Okay, so I don't have a tumblr account (about 10 yrs too old for that stuff) and thus can't "ask you anything", so I'm asking you here.
I was reading your analysis of Amok Time on ff.net. I think your take on the stage direction (the trembling, etc) and the timing/pacing/sequence clues that you point out are very interesting. Sturgeon was a writer and an editor (despite being semi-blacklisted he remained employed and was primarily known as an editor) but didn't have much TV experience and both Shore Leave and Amok Time read as being very "stagey." But being a telePLAY and not the more polished, stylized teevee we are now familiar with, it's not ridiculous to assume that these details you bring out are very deliberate.
I wanted to ask you about Walt Whitman, however. I don't understand what you mean about Whitman hiding the eroticism in his poetry.
My understanding is that Whitman initially published some of his bigger works as a younger man and that they include a lot of sensuality and eroticism. He uses the term "brother" and "sister" to quite explicitly mean lover and there is quite a bit of homoeroticism. I've read that after the Civil War, societal attitudes started to change and there was a heightened awareness in society of homosexuality--and not in a good way. Great Britain passed some draconian anti-Sodomy laws. German academics were writing treatises about the etiology of the "psychopathy" of gays, lesbians, bisexuals, and the transgendered. Homosexuality was now an aberration and a disease and homosocial expressions of affection for the first time become suspect. (Oddly, they would remain socially acceptable between women for a few decades longer.) Whitman's work was censored.
I've read quite a bit of Whitman, and while although I'm not an English major or anything like that, I feel like his eroticism is explicit and celebrated.
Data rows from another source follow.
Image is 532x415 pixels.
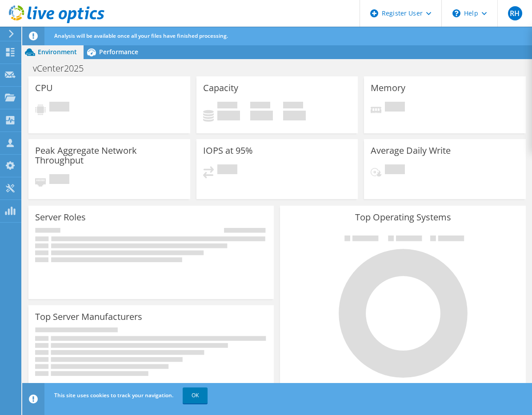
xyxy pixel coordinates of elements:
h3: IOPS at 95% [203,146,253,155]
h4: 0 GiB [217,110,240,120]
h3: Capacity [203,83,238,93]
span: Pending [49,174,70,186]
h3: Memory [370,83,405,93]
h4: 0 GiB [250,110,273,120]
span: This site uses cookies to track your navigation. [54,391,173,399]
h3: CPU [35,83,53,93]
span: Used [217,102,237,110]
h3: Top Operating Systems [287,212,519,222]
span: Total [283,102,303,110]
span: Pending [49,102,70,114]
h4: 0 GiB [283,110,306,120]
span: Environment [38,47,77,56]
span: Pending [385,164,405,176]
span: Pending [385,102,405,114]
span: Pending [217,164,237,176]
h3: Server Roles [35,212,86,222]
h3: Top Server Manufacturers [35,312,142,322]
span: Performance [99,47,138,56]
a: OK [183,388,208,403]
span: Analysis will be available once all your files have finished processing. [54,32,228,39]
span: RH [508,6,522,20]
h3: Peak Aggregate Network Throughput [35,146,183,165]
h1: vCenter2025 [29,64,97,73]
svg: \n [452,9,460,17]
span: Free [250,102,270,110]
h3: Average Daily Write [370,146,451,155]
This is the poet who wrote, "I sing the body electric," after all, and he wasn't talking about the miracle of electric lighting. So I'm just curious about what you were referring to.
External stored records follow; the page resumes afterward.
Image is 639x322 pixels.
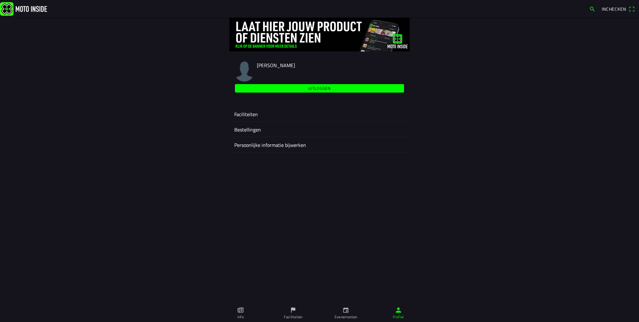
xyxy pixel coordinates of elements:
[586,3,599,14] a: search
[602,6,626,12] span: Inchecken
[234,61,254,81] img: moto-inside-avatar.png
[235,84,404,92] ion-button: Uitloggen
[335,314,358,319] ion-label: Evenementen
[237,306,244,313] ion-icon: paper
[234,126,405,133] ion-label: Bestellingen
[257,61,295,69] span: [PERSON_NAME]
[238,314,244,319] ion-label: Info
[290,306,297,313] ion-icon: flag
[234,110,405,118] ion-label: Faciliteiten
[234,141,405,149] ion-label: Persoonlijke informatie bijwerken
[229,18,410,51] img: 4Lg0uCZZgYSq9MW2zyHRs12dBiEH1AZVHKMOLPl0.jpg
[395,306,402,313] ion-icon: person
[599,3,638,14] a: Incheckenqr scanner
[393,314,404,319] ion-label: Profiel
[284,314,302,319] ion-label: Faciliteiten
[343,306,349,313] ion-icon: calendar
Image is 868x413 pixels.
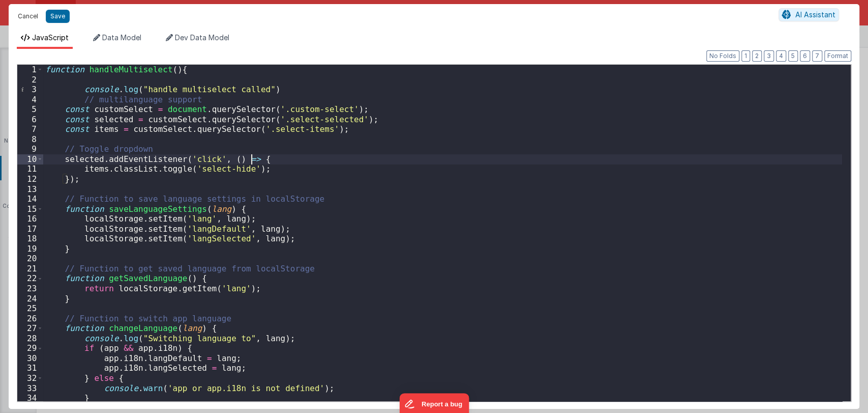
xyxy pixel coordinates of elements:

I was reading your analysis of Amok Time on ff.net. I think your take on the stage direction (the trembling, etc) and the timing/pacing/sequence clues that you point out are very interesting. Sturgeon was a writer and an editor (despite being semi-blacklisted he remained employed and was primarily known as an editor) but didn't have much TV experience and both Shore Leave and Amok Time read as being very "stagey." But being a telePLAY and not the more polished, stylized teevee we are now familiar with, it's not ridiculous to assume that these details you bring out are very deliberate.
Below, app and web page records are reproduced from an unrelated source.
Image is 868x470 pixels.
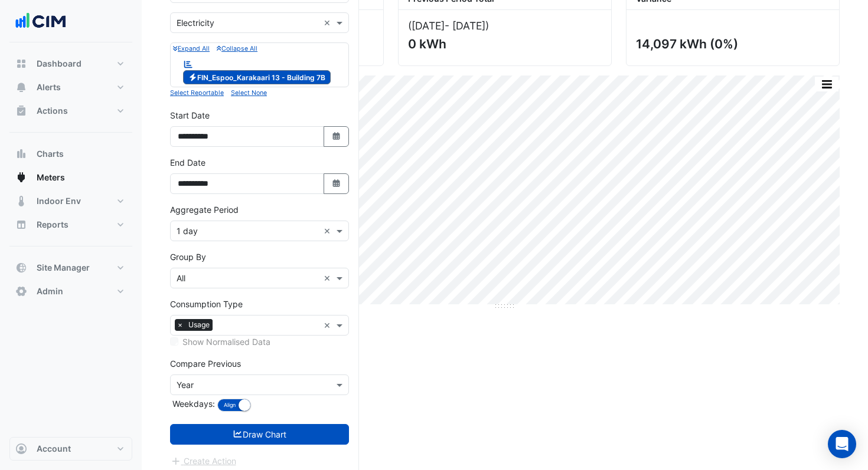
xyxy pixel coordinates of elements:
app-icon: Admin [15,286,27,297]
app-escalated-ticket-create-button: Please draw the charts first [170,456,237,465]
app-icon: Reports [15,219,27,230]
img: Company Logo [14,9,67,33]
button: Meters [9,166,132,189]
span: Usage [185,319,213,331]
app-icon: Alerts [15,81,27,93]
button: Admin [9,280,132,303]
button: Collapse All [217,43,258,54]
button: Account [9,437,132,461]
span: Reports [37,219,68,230]
span: Alerts [37,81,61,93]
span: Charts [37,148,64,160]
label: End Date [170,156,206,169]
button: Select None [231,87,267,98]
span: Meters [37,172,65,183]
button: Select Reportable [170,87,224,98]
button: Actions [9,99,132,123]
label: Consumption Type [170,298,242,310]
span: - [DATE] [445,20,486,32]
label: Show Normalised Data [183,335,271,348]
small: Expand All [173,45,210,53]
span: Actions [37,105,68,117]
button: Charts [9,142,132,166]
span: Clear [323,319,334,331]
div: Selected meters/streams do not support normalisation [170,335,349,348]
span: Site Manager [37,262,90,274]
div: ([DATE] ) [408,20,602,32]
button: Site Manager [9,256,132,280]
button: Indoor Env [9,189,132,213]
app-icon: Dashboard [15,58,27,70]
app-icon: Site Manager [15,262,27,274]
button: Reports [9,213,132,236]
app-icon: Charts [15,148,27,160]
label: Compare Previous [170,358,241,370]
span: × [175,319,185,331]
small: Select Reportable [170,89,224,96]
span: Dashboard [37,58,81,70]
button: Dashboard [9,52,132,75]
div: 14,097 kWh (0%) [636,37,827,51]
button: Expand All [173,43,210,54]
div: 0 kWh [408,37,599,51]
app-icon: Actions [15,105,27,117]
span: Admin [37,286,63,297]
div: Open Intercom Messenger [828,430,856,458]
span: Clear [323,16,334,29]
span: Account [37,443,71,455]
fa-icon: Select Date [331,179,342,189]
button: Alerts [9,75,132,99]
label: Weekdays: [170,398,215,410]
fa-icon: Select Date [331,131,342,142]
fa-icon: Electricity [189,73,197,81]
button: More Options [815,77,838,91]
small: Collapse All [217,45,258,53]
span: Indoor Env [37,195,81,207]
label: Group By [170,251,206,263]
button: Draw Chart [170,424,349,445]
fa-icon: Reportable [183,59,194,69]
span: Clear [323,272,334,284]
app-icon: Meters [15,172,27,183]
small: Select None [231,89,267,96]
span: Clear [323,224,334,237]
label: Aggregate Period [170,203,239,216]
label: Start Date [170,109,210,121]
span: FIN_Espoo_Karakaari 13 - Building 7B [183,70,331,85]
app-icon: Indoor Env [15,195,27,207]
I wanted to ask you about Walt Whitman, however. I don't understand what you mean about Whitman hiding the eroticism in his poetry.
My understanding is that Whitman initially published some of his bigger works as a younger man and that they include a lot of sensuality and eroticism. He uses the term "brother" and "sister" to quite explicitly mean lover and there is quite a bit of homoeroticism. I've read that after the Civil War, societal attitudes started to change and there was a heightened awareness in society of homosexuality--and not in a good way. Great Britain passed some draconian anti-Sodomy laws. German academics were writing treatises about the etiology of the "psychopathy" of gays, lesbians, bisexuals, and the transgendered. Homosexuality was now an aberration and a disease and homosocial expressions of affection for the first time become suspect. (Oddly, they would remain socially acceptable between women for a few decades longer.) Whitman's work was censored.
I've read quite a bit of Whitman, and while although I'm not an English major or anything like that, I feel like his eroticism is explicit and celebrated. This is the poet who wrote, "I sing the body electric," after all, and he wasn't talking about the miracle of electric lighting. So I'm just curious about what you were referring to.